Yoda Digital MCP GitLab Server
- < 0.6.0
A vulnerability in GitLab MCP Server versions prior to 0.6.0 allows an AI agent to interact directly with GitLab without authentication. The issue arises because the HTTP transport in 'src/transport.ts' is shipped with no authentication layer and a wildcard 'Access-Control-Allow-Origin: *' on every response. This exposes a stateful, mutation-capable RPC endpoint that uses the operator's GitLab Personal Access Token (PAT) without any inbound credential check. The vulnerability is further exacerbated by the HTTP server binding to '0.0.0.0', exposing the unauthenticated endpoint on all interfaces. As a result, any cross-origin browser context can access the GitLab API tools, including destructive operations, using the operator's PAT.
Exploitation of this vulnerability allows unauthenticated access to all GitLab tools exposed by the server, using the operator's GitLab Personal Access Token. This includes destructive operations such as deleting repositories or groups, as well as other actions like pushing files or creating merge requests.
To reproduce this vulnerability, set 'USE_SSE=true' and start the GitLab MCP server. The server will listen on all interfaces without authentication, exposing the '/sse' and '/messages?sessionId=<id>' endpoints. The '/sse' endpoint can be accessed to open a server-sent events (SSE) connection, which returns a session endpoint URL. This URL can then be used to send MCP messages to the server, accessing GitLab tools via the operator's PAT. The wildcard CORS allows this exploitation from any cross-origin web page.
Users should update to GitLab MCP Server version 0.6.0 or later, where this vulnerability is fixed.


Across the listing, the lines that include "equilibrium" must be tallied and reported as a bare number.
[[ INPUT MATERIAL, beginning ]]
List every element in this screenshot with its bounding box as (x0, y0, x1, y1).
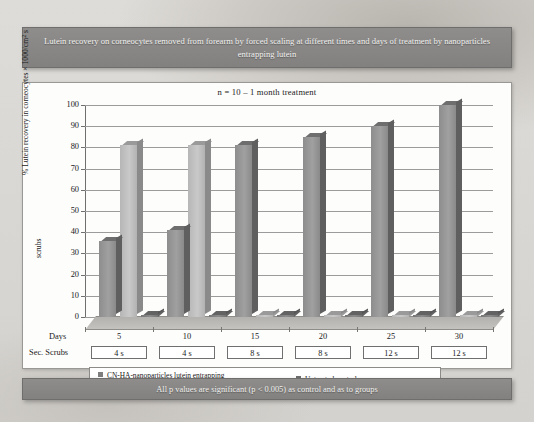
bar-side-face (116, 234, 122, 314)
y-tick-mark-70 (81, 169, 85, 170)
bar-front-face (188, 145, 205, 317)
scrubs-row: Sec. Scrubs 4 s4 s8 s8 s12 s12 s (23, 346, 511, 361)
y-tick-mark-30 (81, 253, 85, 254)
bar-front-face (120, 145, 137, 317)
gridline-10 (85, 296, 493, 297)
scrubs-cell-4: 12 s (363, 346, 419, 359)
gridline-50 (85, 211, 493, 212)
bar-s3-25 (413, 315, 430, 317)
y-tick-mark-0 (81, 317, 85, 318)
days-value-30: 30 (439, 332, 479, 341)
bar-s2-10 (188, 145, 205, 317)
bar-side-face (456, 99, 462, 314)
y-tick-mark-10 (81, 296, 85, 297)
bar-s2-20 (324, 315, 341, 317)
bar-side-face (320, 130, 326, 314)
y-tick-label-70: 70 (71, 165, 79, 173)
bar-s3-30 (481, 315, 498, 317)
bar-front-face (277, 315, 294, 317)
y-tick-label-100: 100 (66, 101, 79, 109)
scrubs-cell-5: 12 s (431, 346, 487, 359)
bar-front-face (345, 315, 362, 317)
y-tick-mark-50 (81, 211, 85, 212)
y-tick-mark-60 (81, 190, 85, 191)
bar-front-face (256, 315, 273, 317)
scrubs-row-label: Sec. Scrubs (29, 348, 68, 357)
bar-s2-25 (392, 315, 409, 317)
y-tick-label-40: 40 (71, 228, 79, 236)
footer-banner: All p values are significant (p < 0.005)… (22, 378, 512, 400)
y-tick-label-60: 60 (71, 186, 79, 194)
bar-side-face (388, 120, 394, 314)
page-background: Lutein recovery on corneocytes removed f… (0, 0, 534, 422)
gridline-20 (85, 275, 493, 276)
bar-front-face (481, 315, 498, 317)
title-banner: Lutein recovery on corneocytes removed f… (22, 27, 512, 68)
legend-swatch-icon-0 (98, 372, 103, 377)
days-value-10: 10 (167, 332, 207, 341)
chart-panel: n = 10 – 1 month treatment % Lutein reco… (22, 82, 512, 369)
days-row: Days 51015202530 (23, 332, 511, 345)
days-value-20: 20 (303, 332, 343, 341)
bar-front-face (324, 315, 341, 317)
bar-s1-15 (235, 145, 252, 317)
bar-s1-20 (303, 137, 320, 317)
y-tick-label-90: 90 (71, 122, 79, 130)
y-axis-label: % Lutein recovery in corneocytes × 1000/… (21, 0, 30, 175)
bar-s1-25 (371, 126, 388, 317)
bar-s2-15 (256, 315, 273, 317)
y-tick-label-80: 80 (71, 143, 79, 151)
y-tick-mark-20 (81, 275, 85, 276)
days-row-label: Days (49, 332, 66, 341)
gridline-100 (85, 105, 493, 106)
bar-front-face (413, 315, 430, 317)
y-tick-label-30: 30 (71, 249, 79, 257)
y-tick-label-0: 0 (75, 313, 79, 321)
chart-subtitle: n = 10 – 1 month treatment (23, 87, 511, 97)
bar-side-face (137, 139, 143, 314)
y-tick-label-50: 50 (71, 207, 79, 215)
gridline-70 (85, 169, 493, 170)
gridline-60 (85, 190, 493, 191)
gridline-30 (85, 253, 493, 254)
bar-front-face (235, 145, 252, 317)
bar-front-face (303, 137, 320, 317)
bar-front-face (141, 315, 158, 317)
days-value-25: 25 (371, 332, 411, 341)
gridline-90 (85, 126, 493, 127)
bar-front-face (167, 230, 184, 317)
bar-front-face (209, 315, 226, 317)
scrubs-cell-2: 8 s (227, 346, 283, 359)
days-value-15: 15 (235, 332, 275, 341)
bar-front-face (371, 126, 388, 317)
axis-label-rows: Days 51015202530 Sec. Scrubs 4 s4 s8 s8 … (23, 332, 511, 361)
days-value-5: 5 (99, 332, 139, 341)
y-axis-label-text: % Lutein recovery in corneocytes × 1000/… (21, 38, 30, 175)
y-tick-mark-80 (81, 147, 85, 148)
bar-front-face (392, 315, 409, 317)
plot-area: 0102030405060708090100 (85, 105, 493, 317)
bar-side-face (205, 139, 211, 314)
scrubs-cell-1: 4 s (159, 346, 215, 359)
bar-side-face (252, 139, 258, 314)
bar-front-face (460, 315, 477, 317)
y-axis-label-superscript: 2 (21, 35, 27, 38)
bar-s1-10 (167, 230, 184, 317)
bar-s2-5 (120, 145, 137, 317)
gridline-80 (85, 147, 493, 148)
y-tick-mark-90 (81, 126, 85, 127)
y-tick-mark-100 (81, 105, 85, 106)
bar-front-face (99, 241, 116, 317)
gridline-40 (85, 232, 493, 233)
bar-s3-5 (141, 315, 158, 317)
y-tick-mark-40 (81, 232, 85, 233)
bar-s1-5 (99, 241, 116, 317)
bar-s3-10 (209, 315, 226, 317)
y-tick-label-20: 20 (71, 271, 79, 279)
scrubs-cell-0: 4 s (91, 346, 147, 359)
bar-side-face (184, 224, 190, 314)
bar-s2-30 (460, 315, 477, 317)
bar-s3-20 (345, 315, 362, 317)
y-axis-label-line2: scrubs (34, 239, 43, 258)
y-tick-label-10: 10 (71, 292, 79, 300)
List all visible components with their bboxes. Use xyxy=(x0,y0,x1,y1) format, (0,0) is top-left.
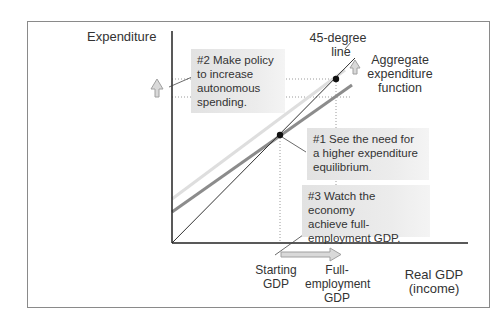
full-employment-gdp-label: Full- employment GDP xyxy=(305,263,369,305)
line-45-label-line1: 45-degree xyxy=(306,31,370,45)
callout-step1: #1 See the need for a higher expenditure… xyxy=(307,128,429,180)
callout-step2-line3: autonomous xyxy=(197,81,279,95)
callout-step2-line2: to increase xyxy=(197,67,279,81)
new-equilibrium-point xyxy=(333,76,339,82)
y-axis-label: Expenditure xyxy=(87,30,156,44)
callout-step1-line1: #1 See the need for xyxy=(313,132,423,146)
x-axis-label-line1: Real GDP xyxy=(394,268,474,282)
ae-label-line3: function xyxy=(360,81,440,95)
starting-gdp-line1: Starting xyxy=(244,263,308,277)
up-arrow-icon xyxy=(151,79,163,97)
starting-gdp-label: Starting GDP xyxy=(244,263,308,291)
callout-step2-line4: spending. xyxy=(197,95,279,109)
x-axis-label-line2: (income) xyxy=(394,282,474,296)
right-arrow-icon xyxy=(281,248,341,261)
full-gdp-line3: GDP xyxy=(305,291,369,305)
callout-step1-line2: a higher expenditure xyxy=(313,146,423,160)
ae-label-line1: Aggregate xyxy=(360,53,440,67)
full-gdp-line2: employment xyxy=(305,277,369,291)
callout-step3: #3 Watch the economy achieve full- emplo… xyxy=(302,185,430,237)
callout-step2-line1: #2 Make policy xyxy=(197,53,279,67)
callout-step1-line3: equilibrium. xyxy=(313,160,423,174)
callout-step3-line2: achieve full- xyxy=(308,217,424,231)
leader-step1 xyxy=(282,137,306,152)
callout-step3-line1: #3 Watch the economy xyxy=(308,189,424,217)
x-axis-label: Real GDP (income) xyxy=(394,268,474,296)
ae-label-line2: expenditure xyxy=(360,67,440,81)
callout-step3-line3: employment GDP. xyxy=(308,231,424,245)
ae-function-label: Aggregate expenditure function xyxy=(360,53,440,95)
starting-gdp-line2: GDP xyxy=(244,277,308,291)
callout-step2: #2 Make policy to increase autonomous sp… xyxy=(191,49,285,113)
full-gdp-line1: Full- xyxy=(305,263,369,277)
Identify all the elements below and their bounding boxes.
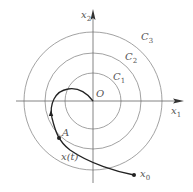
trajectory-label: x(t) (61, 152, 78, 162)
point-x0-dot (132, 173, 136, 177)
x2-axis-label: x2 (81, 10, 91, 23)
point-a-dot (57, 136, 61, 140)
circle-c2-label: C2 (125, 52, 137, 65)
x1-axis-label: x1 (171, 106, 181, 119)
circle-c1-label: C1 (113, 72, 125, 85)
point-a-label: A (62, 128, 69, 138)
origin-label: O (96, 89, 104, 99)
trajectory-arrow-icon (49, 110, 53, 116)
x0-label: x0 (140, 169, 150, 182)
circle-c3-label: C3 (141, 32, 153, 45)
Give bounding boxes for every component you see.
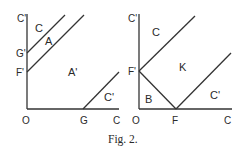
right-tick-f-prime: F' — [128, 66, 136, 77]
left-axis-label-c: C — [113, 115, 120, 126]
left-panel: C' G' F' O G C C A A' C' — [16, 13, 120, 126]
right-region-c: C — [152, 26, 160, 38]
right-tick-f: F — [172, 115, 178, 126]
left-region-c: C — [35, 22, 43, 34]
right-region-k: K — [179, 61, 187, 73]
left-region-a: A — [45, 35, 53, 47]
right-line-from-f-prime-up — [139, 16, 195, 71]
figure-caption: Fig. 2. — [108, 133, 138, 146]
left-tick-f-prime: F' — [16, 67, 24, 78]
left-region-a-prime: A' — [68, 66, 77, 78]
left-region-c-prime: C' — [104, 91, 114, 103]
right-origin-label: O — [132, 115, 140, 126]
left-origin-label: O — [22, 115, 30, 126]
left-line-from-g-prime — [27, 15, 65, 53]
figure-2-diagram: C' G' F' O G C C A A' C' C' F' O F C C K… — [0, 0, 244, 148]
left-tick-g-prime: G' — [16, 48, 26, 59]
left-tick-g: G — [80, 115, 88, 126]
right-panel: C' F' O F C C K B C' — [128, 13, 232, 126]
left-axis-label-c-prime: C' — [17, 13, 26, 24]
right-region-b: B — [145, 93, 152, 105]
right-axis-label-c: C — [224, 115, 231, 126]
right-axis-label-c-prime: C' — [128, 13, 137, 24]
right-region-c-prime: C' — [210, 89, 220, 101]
[[ INPUT MATERIAL, end ]]
ANSWER SPACE.
2